Market equilibrium occurs when the quantity of goods supplied matches the quantity demanded, resulting in a stable market price. Price signals are the information conveyed to consumers and producers through changes in prices. When demand or supply shifts, prices adjust, signaling producers to increase or decrease production and consumers to buy more or less. This dynamic helps allocate resources efficiently and guides markets toward equilibrium.
What is market equilibrium?
Market equilibrium is the point where the quantity supplied equals the quantity demanded, resulting in a stable market price.
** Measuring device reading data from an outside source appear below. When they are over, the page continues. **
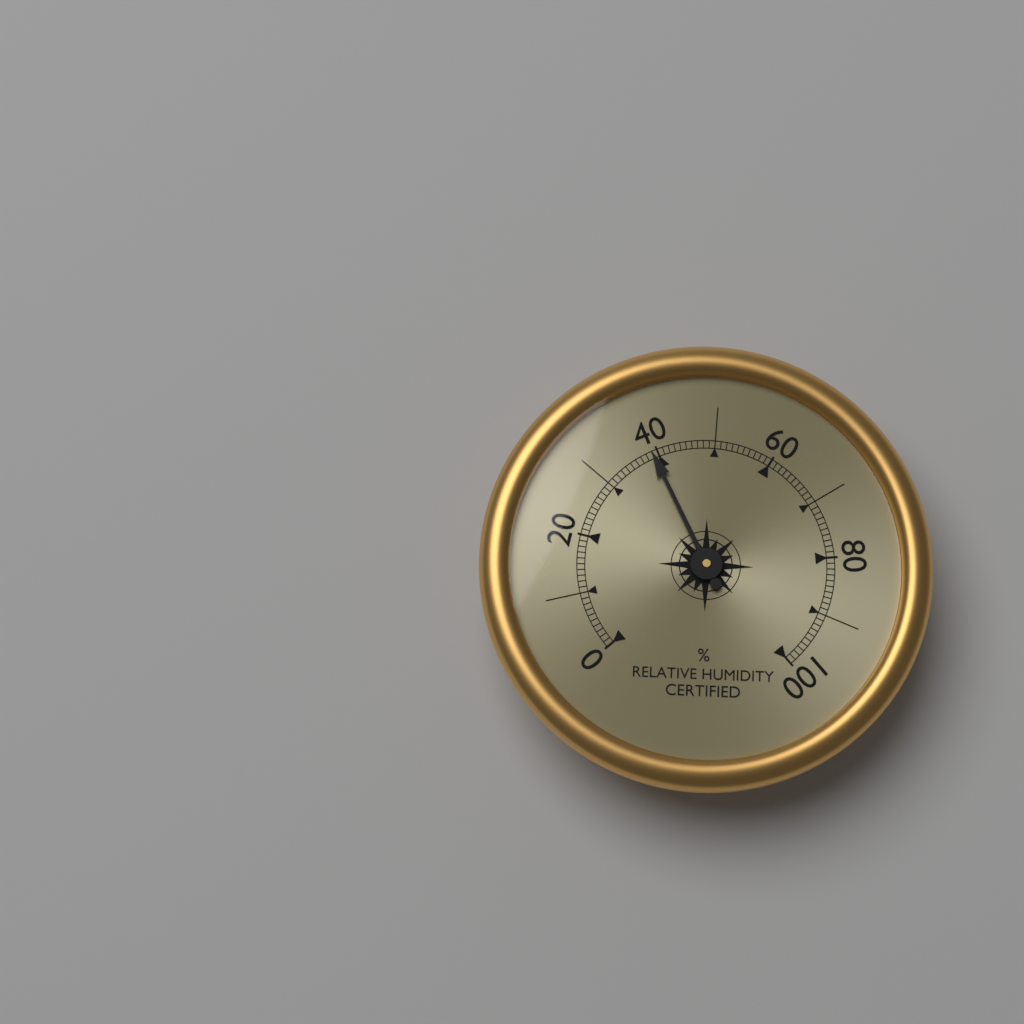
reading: 39 %
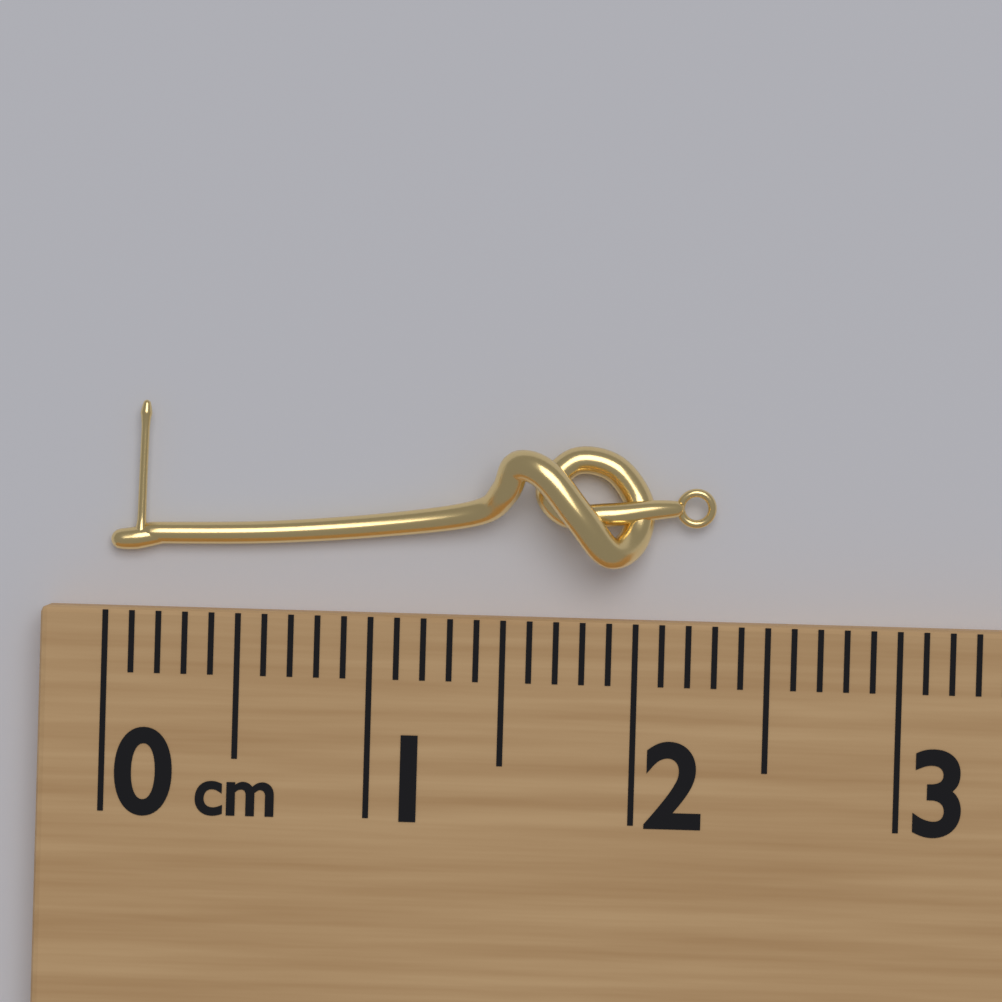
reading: 2.3 cm
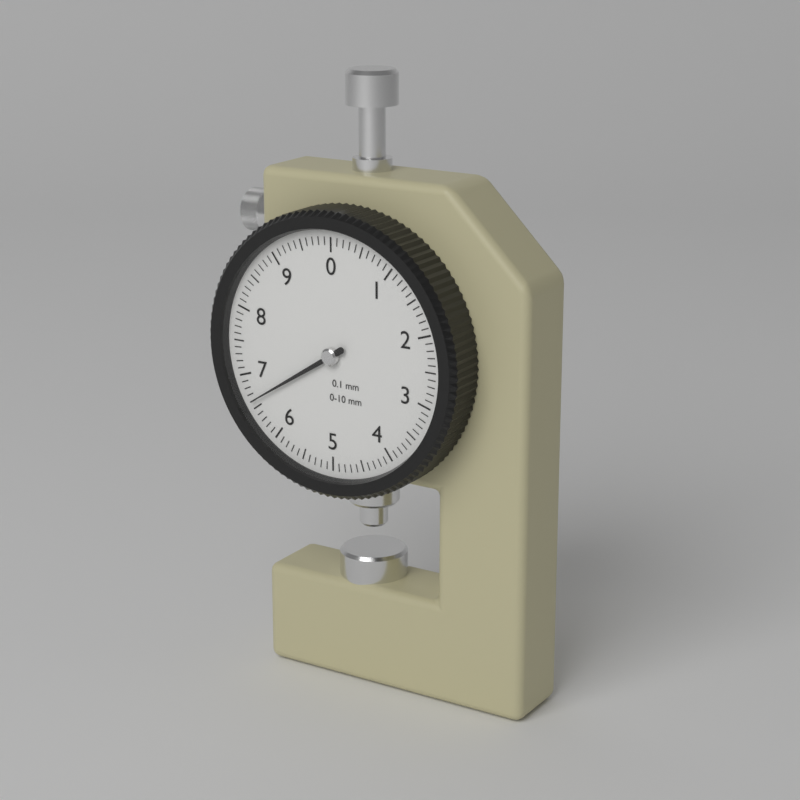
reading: 6.6 mm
At this price, the market clears and there is no inherent pressure for prices to change unless conditions shift.
What is a price signal?
Prices convey information about scarcity and consumer preferences. When prices rise, they encourage producers to supply more (or consumers to buy less); when prices fall, the opposite occurs.
What happens when demand increases?
The demand curve shifts right. At the original price, quantity demanded exceeds supply, pushing the price up to a new equilibrium with a higher quantity.
What happens when supply increases?
The supply curve shifts right. At the original price, quantity supplied exceeds demand, pushing the price down to a new equilibrium with a higher quantity.
What is the difference between a movement along a curve and a shift?
A movement along a curve occurs when the price changes while other factors stay the same. A shift happens when non-price factors (like income, technology, or input costs) change, causing the entire curve to relocate.